After this setup there is pretty much zero communication between primary and secondary. This is just how the Z-wave protocol was created.

So, long story short, the secondary controllers can’t send a command to the primary and because they can’t do that, the primary can’t act on button presses from the secondary and therefore can’t send commands to other non-zwave devices.

** EXCEPT ** for one device… namely the AEON remotes. These devices can actually be setup as “things” rather than secondary controllers. Because there are things they will communicate directly to the Hub when buttons are pressed and actions can be taken based on those button presses. Unfortunately these are not cheap, but will work for what you’d like them to do.

@chrisb That is what I thought until yesterday. Now I believe this fundamental limitation only applies when a secondary controller is talking directly to a device or group. Scenes (which I have never bothered with in my setup) appear to, at least in some cases, overcome this problem. This is why I would like to hear definitively from someone working on the ST Z-Wave implementation.

Please take a look at this page: http://wiki.micasaverde.com/index.php/ZWave_Add_Controller

And: Understanding the Z-Wave Scene Command Class and Related Products - HomeSeer Message Board

I think there’s only one Z-Wave chip, so if these other products can implement this scene detection, it should be possible for SmartThings as well. I do take back what I said about using cheap GE/Jasco keypads, though, as further research indicates they are probably not scene capable (they have a button labeled “scene” but don’t send scene commands). Still, I’d gladly replace all of my keypads if this could work!

I’ll jump in quick here… Depending on the device, scene commands are communicated directly to the primary hub. The Leviton VRCS2-MRZ has two switches which, when paired with a hub, send Scene on and Scene off commands. I was able to create a device type that responds to those commands as if they were standard switch on/off commands, with the benefit that they are sent immediately when the button is pressed and don’t need to be polled for.

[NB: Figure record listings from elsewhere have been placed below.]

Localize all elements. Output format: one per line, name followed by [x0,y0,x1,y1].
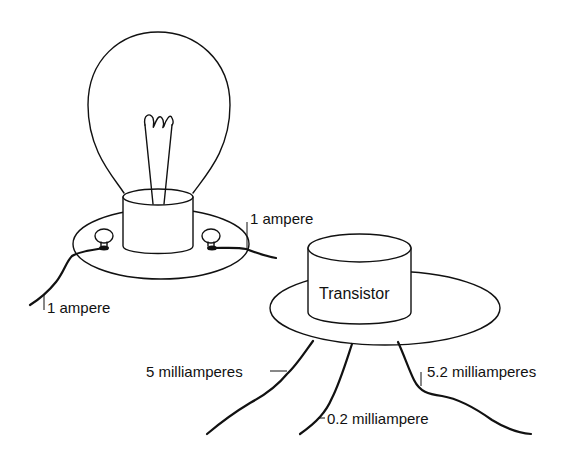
transistor-left-lead-label: 5 milliamperes [146,364,243,379]
transistor-label: Transistor [319,286,390,302]
transistor-middle-lead-label: 0.2 milliampere [327,411,429,426]
transistor-can-top [308,234,411,262]
bulb-right-current-label: 1 ampere [250,211,313,226]
bulb-globe [88,32,230,193]
diagram-canvas [0,0,585,456]
light-bulb [30,32,276,310]
transistor-right-lead-label: 5.2 milliamperes [427,364,536,379]
bulb-neck-top [123,189,193,205]
transistor-lead-left [207,341,313,434]
bulb-left-current-label: 1 ampere [47,300,110,315]
transistor [207,234,531,434]
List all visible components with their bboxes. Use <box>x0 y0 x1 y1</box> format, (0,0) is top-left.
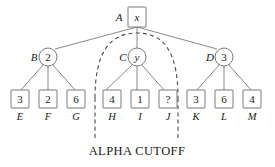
leaf-node-k[interactable]: 3 K <box>187 90 205 122</box>
node-d-value: 3 <box>221 51 227 63</box>
node-c[interactable]: y C <box>119 48 146 66</box>
node-a-label: A <box>115 11 123 23</box>
node-b-value: 2 <box>45 51 51 63</box>
leaf-k-value: 3 <box>193 93 199 105</box>
figure-caption: ALPHA CUTOFF <box>89 144 186 158</box>
edge-c-to-h <box>106 65 132 90</box>
edge-d-to-m <box>229 65 251 90</box>
leaf-f-value: 2 <box>45 93 51 105</box>
leaf-node-l[interactable]: 6 L <box>215 90 233 122</box>
leaf-m-value: 4 <box>249 93 255 105</box>
leaf-g-value: 6 <box>73 93 79 105</box>
edges-node-c <box>106 65 164 90</box>
leaf-m-label: M <box>247 111 258 122</box>
edge-b-to-e <box>21 65 43 90</box>
leaf-i-label: I <box>137 111 142 122</box>
leaf-i-value: 1 <box>137 93 143 105</box>
node-b[interactable]: 2 B <box>31 48 57 66</box>
leaf-node-f[interactable]: 2 F <box>39 90 57 122</box>
edge-b-to-g <box>53 65 75 90</box>
node-d-label: D <box>205 51 214 63</box>
node-c-label: C <box>119 51 127 63</box>
node-a-value: x <box>134 11 140 23</box>
edges-node-b <box>21 65 75 90</box>
leaf-k-label: K <box>191 111 200 122</box>
leaf-f-label: F <box>44 111 52 122</box>
edge-a-to-b <box>55 27 137 49</box>
alpha-beta-pruning-figure: x A 2 B y C 3 D 3 E 2 <box>0 0 275 167</box>
leaf-l-value: 6 <box>221 93 227 105</box>
leaf-j-label: J <box>166 111 172 122</box>
leaf-l-label: L <box>220 111 227 122</box>
leaf-node-e[interactable]: 3 E <box>11 90 29 122</box>
leaf-g-label: G <box>72 111 80 122</box>
game-tree-diagram: x A 2 B y C 3 D 3 E 2 <box>0 0 275 167</box>
node-c-value: y <box>134 51 140 63</box>
leaf-node-i[interactable]: 1 I <box>131 90 149 122</box>
edge-d-to-k <box>197 65 219 90</box>
leaf-node-m[interactable]: 4 M <box>243 90 261 122</box>
leaf-h-value: 4 <box>109 93 115 105</box>
edge-c-to-j <box>142 65 164 90</box>
edge-a-to-d <box>137 27 217 49</box>
leaf-j-value: ? <box>166 93 171 105</box>
edges-root-level <box>55 27 217 49</box>
leaf-h-label: H <box>107 111 117 122</box>
edges-node-d <box>197 65 251 90</box>
node-b-label: B <box>31 51 38 63</box>
leaf-e-label: E <box>16 111 24 122</box>
leaf-e-value: 3 <box>17 93 23 105</box>
node-a[interactable]: x A <box>115 7 146 27</box>
leaf-node-j[interactable]: ? J <box>159 90 177 122</box>
leaf-node-h[interactable]: 4 H <box>103 90 121 122</box>
leaf-node-g[interactable]: 6 G <box>67 90 85 122</box>
node-d[interactable]: 3 D <box>205 48 233 66</box>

Other controllers, like the GE remotes, as you said handle scenes directly, sending out a series of on/off commands to each light switch instead of communicating to the primary controller. With SmartThings, those aren’t very helpful unless all you want is lights on and off. The hub won’t know the devices have changed state until it polls them.

Can you share your Device Type?

The device type for the VRCS2 is available here:

Coming in late here, but it occurs to me that there is a second device category that sends messages to the ST hub: motion detectors.

So it’s pretty klugey, but there are two possibilities:

  1. (may not work) the secondary controller triggers a device state change in the motion detector
  2. (will work, but klugey) the secondary controller turns on a device that moves which is positioned in front of a motion detector. However much movement is needed to trigger the sensor. This could be a rotating fan, a remote control car in a box with the sensor, etc.

So from ST’s point of view, we’re into “When Things Happen.” From the secondary controller’s point of view, we just turned on the device the sensor will detect. But it could work.

I’m not an expert in Z-Wave or Smartthings. I’m just learning both. I do want to set up some scenes and I have purchased 4 Cooper RFWC5 controllers only to find that SmartThings does not really support them. In reality I don’t care if SmartThings can control them or hear them. I would like to be able to set up the scenes in the RFWC5 units. I’m very disappointed that the Z-wave implementation in the SmartThings hub is not complete enough to do this. Has anyone taken a shot a loading scenes from smartthings into a scene controller? Could we write an app to do this?

If I want Smartthings to take action on a button push I believe Smartthings could just monitor the condition of the switches and dimmers affected by the scene. If Smartthings sees the correct combination then it could take further action such as active a Zigbee device.

Below is a link to Discussion for the Cooper scene controller DH that is capable of supporting zwave scenes as well as smartThings.